Our recommendation: BentoPDF

It's free, it doesn't ask for an account, and it runs entirely inside your web browser — meaning your files never leave your device. It covers the day-to-day things almost anybody needs a PDF tool for.

Open BentoPDF Opens in a new tab

That link opens a different website in a new tab. BentoPDF is made by a separate team — we're just recommending it.

What you can do there

Merge PDFs

Stick two or more PDFs together in any order. Useful for putting a cover letter in front of a resume, or joining monthly statements.

Split a PDF

Pull out a single page or a range of pages into a smaller PDF.

Compress a PDF

Shrink a too-large PDF so it fits under email attachment limits.

Rotate pages

Rotate one page or the whole document 90, 180, or 270 degrees.

Sign or add text

Draw a signature with your mouse or finger, or type text on top of any page.

PDF ↔ images

Turn JPG or PNG pictures into a PDF, or turn a PDF back into images.

Why we point people here

Search "merge PDF" on Google and most of the top results are pay-to-use sites dressed up as free. They do one of a few predatory things:

  • Free for one document, then a $10-$20 monthly charge after a 7-day "trial".
  • Email-address sign-up to download the very file you just made.
  • Desktop installers that bundle toolbar add-ons or worse.
  • Server-side uploads of your private documents — bank statements, tax forms — to a company that logs them for "AI training".

BentoPDF has none of those. It's free, there's no account, nothing is uploaded, and the code is open source — you or anyone else can read it.

Is it really private?

Yes. BentoPDF runs entirely inside your web browser using a technology called WebAssembly. That means:

  • Your file is never uploaded to a server.
  • Nothing is stored about your PDF — not even its file name.
  • After the page loads, you can even disconnect from the internet and the tool still works.

For sensitive documents — bank statements, tax returns, medical forms — this is the safest free option on the internet.

Prefer an installed app?

Website tools aren't for everyone. If you'd rather have a proper program you can open from your Start menu or Dock — one that works offline and keeps your files in your normal Documents folder — we recommend a free app called PDFGear. Same free, same private, just installed instead of in a browser.

Jump to the Windows install guide or the Mac install guide, or read the full rundown first.

Questions people ask

  • Is BentoPDF really free?

    Yes — fully free, no account, no file count limits. It's an open-source project and we don't make any money when you use it. We just think it's the best free option out there, so we point readers to it instead of the sketchy paid sites that dominate search results.

  • Do you host it? Do you make money from it?

    No to both. BentoPDF is made by a separate team. The link here goes to their site. We get nothing if you use it — no affiliate payment, no referral fee. It's purely a recommendation because we trust it.

  • Which browsers does it work in?

    Any modern browser: Chrome, Edge, Firefox, Safari — including the mobile versions on iPhone and Android. Older Internet Explorer will not work.

  • My file won't open.

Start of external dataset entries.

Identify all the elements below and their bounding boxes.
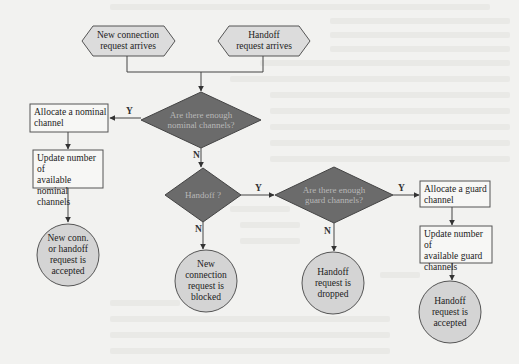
start-node-handoff-label: Handoff request arrives	[224, 30, 304, 52]
terminal-blocked-label: New connection request is blocked	[176, 259, 236, 303]
terminal-dropped-label: Handoff request is dropped	[303, 267, 363, 300]
edge-label-nominal-yes: Y	[126, 106, 133, 116]
terminal-accepted-nominal-label: New conn. or handoff request is accepted	[38, 233, 98, 277]
edge-label-handoff-no: N	[195, 224, 202, 234]
edge-label-handoff-yes: Y	[255, 183, 262, 193]
decision-enough-nominal-label: Are there enough nominal channels?	[156, 110, 246, 130]
terminal-accepted-guard-label: Handoff request is accepted	[420, 296, 480, 329]
process-allocate-guard-label: Allocate a guard channel	[424, 184, 490, 206]
process-update-guard-label: Update number of available guard channel…	[424, 229, 492, 273]
edge-label-guard-yes: Y	[398, 183, 405, 193]
flowchart-canvas: New connection request arrives Handoff r…	[0, 0, 519, 364]
edge-label-nominal-no: N	[193, 150, 200, 160]
start-node-new-connection-label: New connection request arrives	[88, 30, 168, 52]
process-allocate-nominal-label: Allocate a nominal channel	[34, 107, 108, 129]
edge-label-guard-no: N	[324, 226, 331, 236]
decision-handoff-label: Handoff ?	[173, 190, 233, 200]
process-update-nominal-label: Update number of available nominal chann…	[37, 153, 103, 208]
connector-merge	[127, 56, 263, 72]
decision-enough-guard-label: Are there enough guard channels?	[289, 185, 379, 205]
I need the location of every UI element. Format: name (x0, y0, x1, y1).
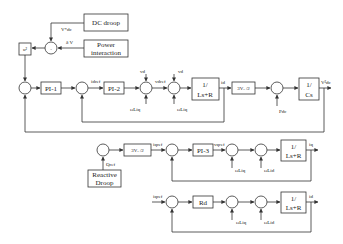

What now?

    A few PDFs (typically very old or password-protected ones) can't be opened by any free tool. Try saving the file again from whatever program made it, and uncheck the password protection if it's on.

  • What about scanned documents?

    It works fine on scans, but the text inside a scan is technically a picture — you can't search or copy words from it. For that you need OCR (optical character recognition), which the free online tools mostly don't offer without uploading your file. Skip those for anything sensitive.